Earl Gray

Earl Gray
"You can argue with me but, in the end, you'll have to face that fact that you're arguing with a squirrel." - Earl Gray

Saturday, December 21, 2024

The Outerview Series: Part XII - The Meaning of Meaning

      "Every songwriter knows you can sell form without substance.  
       Every prose writer knows you can sell substance without form.  
       You can't sell neither."

      "Poetry isn't about what you say.  It's about how you say it." - Gary Gamble (rec.arts.poems)
      A reporter can produce quality prose in minutes before going on air to present the facts to a waiting population.  Prose is timely.

 

      The poetic elements that we've discussed in this series usually take much longer to fashion refined verse.  Each word must fit with all of the others, like sculpted stones in an ancient edifice.  They may need to stand for ages.


What role does substance have in poetry?

     Prose tends to be about information:  answers and facts.  It may be how many will find your verse (i.e. via web searches).  Poetry tends to be about questions and comparisons (e.g. metaphors, similes, contrasts).

Metaphors and Similes

      A simile is a direct comparison, typically signalled by the word "as" or "like".

      "Like a hurricane" suggests the person or thing being described is tempestuous.
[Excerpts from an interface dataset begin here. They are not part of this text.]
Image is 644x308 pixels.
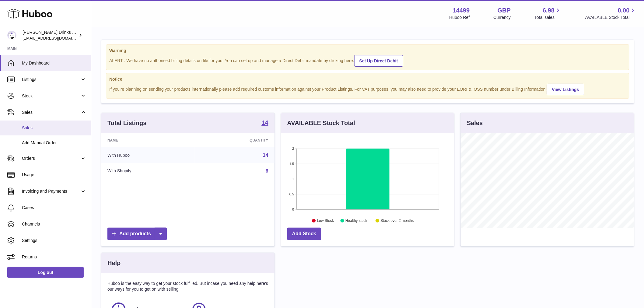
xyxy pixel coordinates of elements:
[22,93,80,99] span: Stock
[22,222,86,227] span: Channels
[292,177,294,181] text: 1
[22,60,86,66] span: My Dashboard
[195,133,275,148] th: Quantity
[108,228,167,240] a: Add products
[534,6,562,21] a: 6.98 Total sales
[109,48,626,54] strong: Warning
[543,6,555,15] span: 6.98
[22,125,86,131] span: Sales
[317,219,334,223] text: Low Stock
[22,110,80,116] span: Sales
[108,281,268,293] p: Huboo is the easy way to get your stock fulfilled. But incase you need any help here's our ways f...
[101,148,195,163] td: With Huboo
[22,205,86,211] span: Cases
[108,119,146,127] h3: Total Listings
[22,35,89,41] span: [EMAIL_ADDRESS][DOMAIN_NAME]
[109,83,626,96] div: If you're planning on sending your products internationally please add required customs informati...
[7,31,17,40] img: internalAdmin-14499@internal.huboo.com
[467,119,483,127] h3: Sales
[109,77,626,82] strong: Notice
[109,54,626,67] div: ALERT : We have no authorised billing details on file for you. You can set up and manage a Direct...
[101,163,195,179] td: With Shopify
[450,15,470,21] div: Huboo Ref
[534,15,562,21] span: Total sales
[261,120,268,127] a: 14
[101,133,195,148] th: Name
[289,192,294,196] text: 0.5
[108,259,121,267] h3: Help
[22,238,86,244] span: Settings
[585,15,637,21] span: AVAILABLE Stock Total
[289,162,294,165] text: 1.5
[345,219,368,223] text: Healthy stock
[287,119,355,127] h3: AVAILABLE Stock Total
[287,228,321,240] a: Add Stock
[265,168,268,173] a: 6
[547,84,585,96] a: View Listings
[22,172,86,178] span: Usage
[292,208,294,211] text: 0
[22,254,86,260] span: Returns
[261,120,268,126] strong: 14
[7,267,84,278] a: Log out
[263,153,268,158] a: 14
[618,6,630,15] span: 0.00
[22,156,80,161] span: Orders
[498,6,511,15] strong: GBP
[354,55,403,67] a: Set Up Direct Debit
[453,6,470,15] strong: 14499
[22,140,86,146] span: Add Manual Order
[585,6,637,21] a: 0.00 AVAILABLE Stock Total
[380,219,414,223] text: Stock over 2 months
[22,30,77,41] div: [PERSON_NAME] Drinks LTD (t/a Zooz)
[22,188,80,194] span: Invoicing and Payments
[22,77,80,82] span: Listings
[494,15,511,21] div: Currency
[292,147,294,151] text: 2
     A metaphor is not just associating two similar things;  it blurs any distinction between them.  The first requirement is that it not be true.

     "You are a rock star."

     If you're saying this to Rod Stewart it's a literal.  If to someone who isn't in the music business it's a metaphor.  The tenor is the thing described:  "You" in this case.  The vehicle is the description--the thing to which the tenor is being compared:  "rock star" in this example.  Your metaphor should be somewhat fresh.  "Rock star" might once have brought up thoughts of hard heavenly bodies but today it is little more than cliché.

     Consider this expression about a condition, trepidation, and alternatives:  escape or combat.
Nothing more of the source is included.